As campaigning for the third phase of the Bihar Assembly elections winds to a close, the BJP is pulling out all the stops to counter the forward versus backward caste polarisation that is hitting its prospects in the State. Around 50 seats in this round and 55 in the fourth phase mark what strategists in both camps are terming the real contest.
“After agda-pichhcda (forward-backward castes) and Gai-Bachda (cow slaughter issue) in the first two rounds, these phases will see the real fulcrum of contest emerge. These are areas where forward communities are a large part of the electorate and will be a test on whether or not the National Democratic Alliance and mahagatbandhan (Grand Alliance) will see vote transference from allies,” said a senior office-bearer of the BJP.
The rainbow coalition that the NDA struck with the Hindustani Awam Morcha, the Rashtriya Lok Samata Party and the Lok Janshakti Party has to yield dividends, especially in the third phase.
The LJP is contesting 15 out of its 40 seats in these phases, while HAM is contesting eight out of its 21 seats, and RLSP 6 out of its 23 seats. The Congress, an ally of the Grand Alliance, is fighting 15 out of its 43 seats. More importantly, however, these are seats where the BJP has been trying to make up for the loss of Janata Dal (U)’s voters, backward communities, especially EBCs and Mahadalits through its alliances. “Upper castes are dominant in these parts but it is also the Yadav belt, and Rashtriya Janata Dal leader Lalu Prasad’s two sons — Tejaswi and Tej Pratap — are in the fray from Raghopur and Mahua respectively. In the 2010 Assembly polls, the break-up of seats in the third phase was somewhat like this — the BJP had 20 seats, the JD(U) 22, and the RJD eight.
The party’s strategy and concerns can be gauged by the fact Prime Minister Narendra Modi in his rallies on Monday emphatically batted for reservation. “The rights given by Babasaheb Ambedkar will never be taken away by my government,” he said, finally reacting on RSS chief Mohan Bhagwat’s interview in late September talking of a relook at the systems of reservation in India. “I come from an extremely backward class and understand the pain of having been born to a poor woman,” he said in a significant speech in Buxar.
Non-Yadav and non-Kurmi leaders from the BJP in Uttar Pradesh have also been pressed into service by the BJP to counter the forward-backward polarisation.
HAM chief Jitan Ram Manjhi told The Hindu that the allies will deliver.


GOAL OF THE EXERCISE
Every word in the data below belongs in your copy, exactly as given; the pictures do not.

━━━━━━━━━━━━━━━━━━━━━━━━━━━━━━

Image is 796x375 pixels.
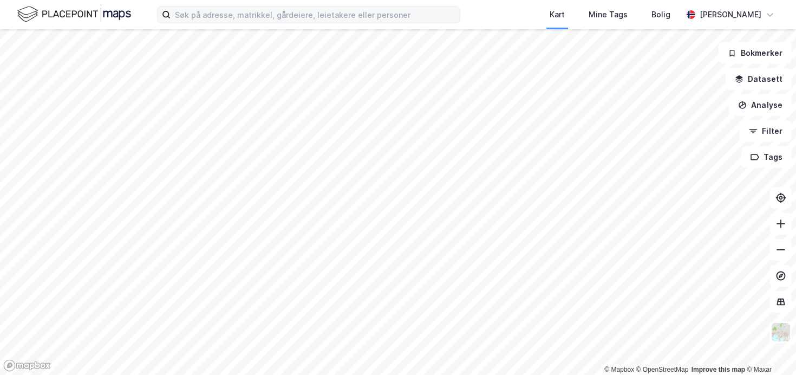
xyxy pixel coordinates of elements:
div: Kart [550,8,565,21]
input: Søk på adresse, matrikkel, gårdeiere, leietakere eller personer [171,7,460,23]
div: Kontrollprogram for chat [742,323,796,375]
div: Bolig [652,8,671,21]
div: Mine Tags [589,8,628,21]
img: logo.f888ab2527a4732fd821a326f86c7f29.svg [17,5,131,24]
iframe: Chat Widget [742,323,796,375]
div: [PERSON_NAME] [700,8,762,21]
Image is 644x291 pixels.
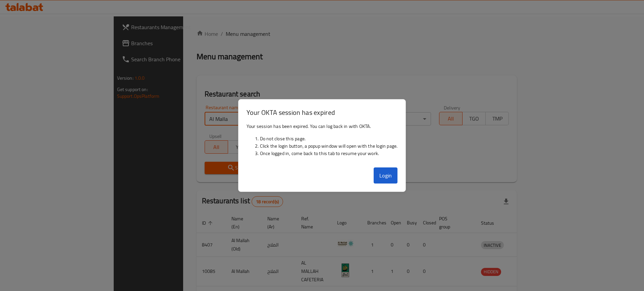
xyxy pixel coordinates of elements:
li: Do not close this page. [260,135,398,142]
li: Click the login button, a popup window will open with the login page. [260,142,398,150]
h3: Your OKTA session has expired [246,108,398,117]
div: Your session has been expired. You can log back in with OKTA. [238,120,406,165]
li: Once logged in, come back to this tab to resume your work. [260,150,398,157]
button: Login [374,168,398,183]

━━━━━━━━━━━━━━━━━━━━━━━━━━━━━━

FINISHED TASK
Image is 796x375 pixels.
xyxy pixel coordinates of elements:
div: Kart [550,8,565,21]
input: Søk på adresse, matrikkel, gårdeiere, leietakere eller personer [171,7,460,23]
div: Kontrollprogram for chat [742,323,796,375]
div: Bolig [652,8,671,21]
div: Mine Tags [589,8,628,21]
img: logo.f888ab2527a4732fd821a326f86c7f29.svg [17,5,131,24]
iframe: Chat Widget [742,323,796,375]
div: [PERSON_NAME] [700,8,762,21]
Image is 644x291 pixels.
xyxy pixel coordinates of elements:
li: Do not close this page. [260,135,398,142]
li: Click the login button, a popup window will open with the login page. [260,142,398,150]
h3: Your OKTA session has expired [246,108,398,117]
div: Your session has been expired. You can log back in with OKTA. [238,120,406,165]
li: Once logged in, come back to this tab to resume your work. [260,150,398,157]
button: Login [374,168,398,183]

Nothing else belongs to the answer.